Iris DeMent
London, Queen Elizabeth Hall
Set List: The Way I Should / These Hills / Sweet is the Melody / You’ve Done Nothing Wrong / This Kind of Happy / I’ll Take My Sorrow Straight / Walkin’ Home / Fifty Miles of Elbow Room / Sweet Forgiveness / Hotter than Mojave in My Heart / Easy’s Gettin’ Harder Every Day / Let the Mystery Be / Letter to Mom / When My Mornin’ Comes Around / Keep Me God / (John Prine’s) Mexican Home / Quality Time / Mama’s Opry / I Don’t Want to Get Adjusted to This World / No Time to Cry / Wasteland of the Free / Our Town / Infamous Angel / My Life
Given the range of subcultural options these days it’s something of an achievement to be authentically unfashionable. Iris DeMent manages it effortlessly: she walks on stage at the Queen Elizabeth Hall clad in a green housedress and clumpy sandals, like a Kansas elementary school teacher ready to take assembly. And no, it’s not a designer schoolmarm-of-the-dustbowl-years look a la Gillian Welch, more 1990s chainstore shopper – not so much anti-fashion as oblivious to it. It’s the same when she sings. Iris DeMent has the purest country voice of any contemporary singer; there’s nothing mannered or deliberately retro about her singing, it’s just the sound of someone who grew up listening to old-school country who has never seen the necessity to sing any other way. Or at least not until recently. Last time here, DeMent played the Shepherd’s Bush Empire with a full band, seeming a little uncomfortable playing the game the major label way. This time she’s solo again and her performance, even in the antiseptic QEH, has the all intimacy she displayed on her first visit five years ago. There have been other changes along the way. Where before she chatted away happily to the crowd, tonight there’s hardly a word between songs. Throughout the set she alternates between acoustic guitar and piano and, while the crowd is in her pocket from the start, it takes a little while for the set to really get going. At times the apparent naïveté of her songs can – as with Nanci Griffith, the artist she most superficially resembles – become a little cloying. But with `Easy’s Getting Harder Every Day’, the real Iris DeMent comes through. It’s on songs like these-effortlessly moving tales of ordinary lives of quiet desperation that DeMent reveals herself to be a worthy successor to Merle Haggard as a poet of the common people. It’s a link that has been firmly forged by the artists themselves. Merle Haggard has recorded an epochal version of DeMent’s `No Time to Cry’ and the pair have often gigged together. Yet ironically, the one song they co-wrote, `This Kind Of Happy’, is the evening’s only real clunker.

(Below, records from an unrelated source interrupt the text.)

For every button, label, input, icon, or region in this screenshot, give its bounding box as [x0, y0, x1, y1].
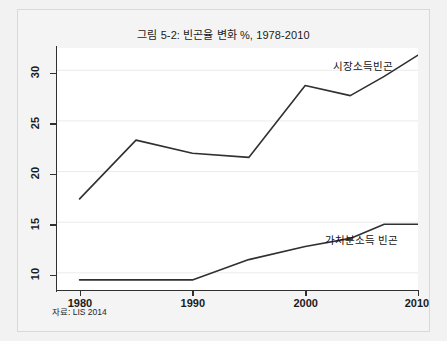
y-tick-mark-15 — [50, 224, 56, 225]
chart-title: 그림 5-2: 빈곤율 변화 %, 1978-2010 — [0, 26, 447, 42]
x-tick-label-2010: 2010 — [394, 297, 440, 309]
y-tick-label-30: 30 — [29, 59, 41, 85]
y-tick-mark-25 — [50, 123, 56, 124]
x-tick-label-2000: 2000 — [283, 297, 329, 309]
x-tick-mark-2010 — [418, 291, 419, 296]
source-note: 자료: LIS 2014 — [52, 305, 107, 317]
y-axis-line — [56, 46, 57, 292]
series-label-disposable-income: 가처분소득 빈곤 — [325, 232, 398, 247]
y-tick-label-10: 10 — [29, 261, 41, 287]
y-tick-label-25: 25 — [29, 110, 41, 136]
y-tick-mark-10 — [50, 275, 56, 276]
y-tick-label-15: 15 — [29, 211, 41, 237]
x-tick-mark-1980 — [80, 291, 81, 296]
y-tick-mark-30 — [50, 73, 56, 74]
x-axis-line — [56, 290, 419, 291]
figure-screenshot: 그림 5-2: 빈곤율 변화 %, 1978-2010 30 25 20 15 … — [0, 0, 447, 341]
y-tick-mark-20 — [50, 174, 56, 175]
x-tick-label-1990: 1990 — [170, 297, 216, 309]
x-tick-mark-1990 — [192, 291, 193, 296]
y-tick-label-20: 20 — [29, 160, 41, 186]
series-label-market-income: 시장소득빈곤 — [333, 58, 393, 73]
plot-area — [57, 48, 418, 290]
chart-canvas — [57, 48, 418, 290]
x-tick-mark-2000 — [305, 291, 306, 296]
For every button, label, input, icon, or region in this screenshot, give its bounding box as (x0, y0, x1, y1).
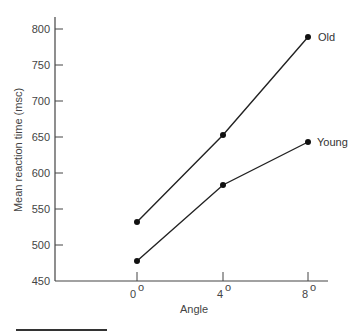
old-marker (220, 132, 226, 138)
y-axis-title: Mean reaction time (msc) (12, 88, 24, 212)
y-ticks (55, 29, 63, 245)
y-tick-label: 800 (32, 23, 50, 35)
series-old: Old (134, 31, 335, 225)
old-marker (134, 219, 140, 225)
young-marker (305, 139, 311, 145)
x-tick-label: 4 (217, 288, 223, 300)
y-tick-label: 750 (32, 59, 50, 71)
line-chart: 800 750 700 650 600 550 500 450 Mean rea… (0, 0, 362, 331)
young-marker (220, 182, 226, 188)
x-tick-label: 8 (302, 288, 308, 300)
y-tick-label: 700 (32, 95, 50, 107)
x-tick-label: 0 (130, 288, 136, 300)
degree-mark: o (138, 281, 144, 293)
x-axis-title: Angle (180, 303, 208, 315)
young-marker (134, 258, 140, 264)
y-tick-labels: 800 750 700 650 600 550 500 450 (32, 23, 50, 287)
x-ticks (137, 272, 308, 281)
series-young: Young (134, 136, 348, 264)
degree-mark: o (225, 281, 231, 293)
old-series-label: Old (318, 31, 335, 43)
y-tick-label: 550 (32, 203, 50, 215)
y-tick-label: 450 (32, 275, 50, 287)
y-tick-label: 500 (32, 239, 50, 251)
x-tick-labels: 0 o 4 o 8 o (130, 281, 316, 300)
young-series-label: Young (317, 136, 348, 148)
degree-mark: o (310, 281, 316, 293)
young-line (137, 142, 308, 261)
old-line (137, 37, 308, 222)
footnote-divider (16, 329, 107, 331)
old-marker (305, 34, 311, 40)
y-tick-label: 600 (32, 167, 50, 179)
y-tick-label: 650 (32, 131, 50, 143)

But if the first half is a little low-key, the second is pure pleasure, as established favourites like `Let The Mystery Be’ and `Our Town’ alternate with protest songs from the heartland such as `Letter To Mom’ and the anti-Gulf War `Wasteland of the Free’ – a nice upending of Haggard’s `Okie from Muskogee’ – until finally she brings things to a close with a serene, stately rendition of a DeMent classic: `My Life’.
Charlotte Greig
Mojo Magazine article submitted by Peer Bataille from Utrecht (the Netherlands), thanks Peer!